Here are four retouching choices.

One. There’s cloning. Simply use the Clone Stamp Tool set to Current and Below on a new blank layer. (This will ensure that any retouching can be removed or redone at a later date.) Hold the Option/Alt key and click to sample information to copy, then move the cursor to the area you’d like to copy the information to and click and drag. Repeat until a desired effect is achieved. Typically, donor information is drawn from the same document but you can also clone from one image or file to another.
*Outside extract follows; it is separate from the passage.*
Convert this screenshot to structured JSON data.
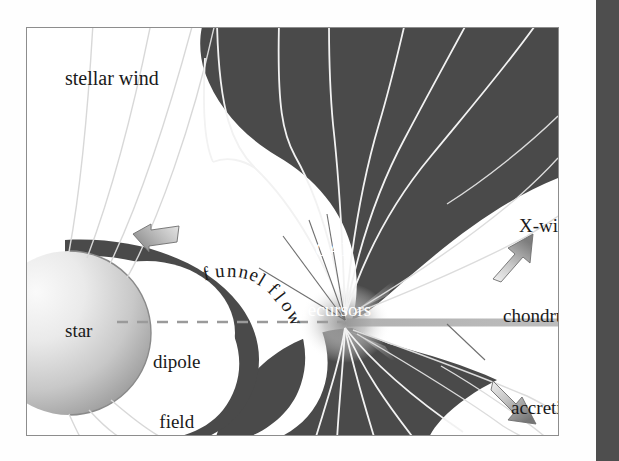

Two. There’s healing. Use the Healing Brush Tool as you would the Clone Stamp tool. Or, use the Spot Healing Brush, which will automatically select the information sampled for you and can be used within a selection to contain the results. Or, finally the Patch Tool, which will copy information selected with it from or to (depending on whether you check Source or Destination) wherever you drag it to. Healing can’t be done on a transparent layer, so work on a copy of the layer you’d like to retouch. Click on the layer and select Duplicate Layer from the Layer menu or palette. If you need to heal image material contained on multiple layers, create a new composite layer by holding the Option/Alt key select Merge Visible from the Layer palette.

Three. There’s copying and pasting. Just select a region of an image with any selection tool. Copy it. (Edit: Copy) Paste it. (Edit: Paste) Then move the resulting layer into play and mask as needed. (Click the mask icon at the bottom of the layer palette and use a black brush at varying opacities to hide the information.)

Four. There’s filling. Select a region. Fill with Content Aware fill. (Edit: Fill and select Content Aware from the drop down menu in the dialog.) (This feature was introduced with Photoshop CS5.) Photoshop will automatically create an appropriate random texture in the selected area. Like healing, this feature won’t work on transparent layers/areas so, again, use it on a new merged layer.

Software routines such as lens correction and panoramic stitching may distort the frame, subtly but sometimes significantly distorting a composition, and requiring additional measures to restore a rectangular frame. When solving this challenge, you may get better results if you don’t contract the frame as aggressively as you once did and retouch rather than crop to fill in the gap and/or eliminate distracting elements.

Your choice of practices or their application may or may not change the nature of the artifact that you finally create. And, whether the means you choose is appropriate for your objective, the practices you adopt may or may not be accepted by the community of artists you choose to work within – some are more permissive than others. Nevertheless, you should explore your options. You simply won’t know whether it’s for you until you try it for yourself.

Learning to think within the frame is an essential skill for creating strong photographic compositions. But today, learning to think within the frame is only the beginning. You can learn to think outside the frame as well.

It’s a new mindset. Once it becomes second nature, you’ll not only find you have more options for visual problem solving but you’ll also find your visual horizons will have expanded – significantly.

Learn to see in new ways. Combine them with old ways. You’ll find you’ll make images that you once passed by, leaving them unmade or even unnoticed. As a result, you’ll make many more successful images.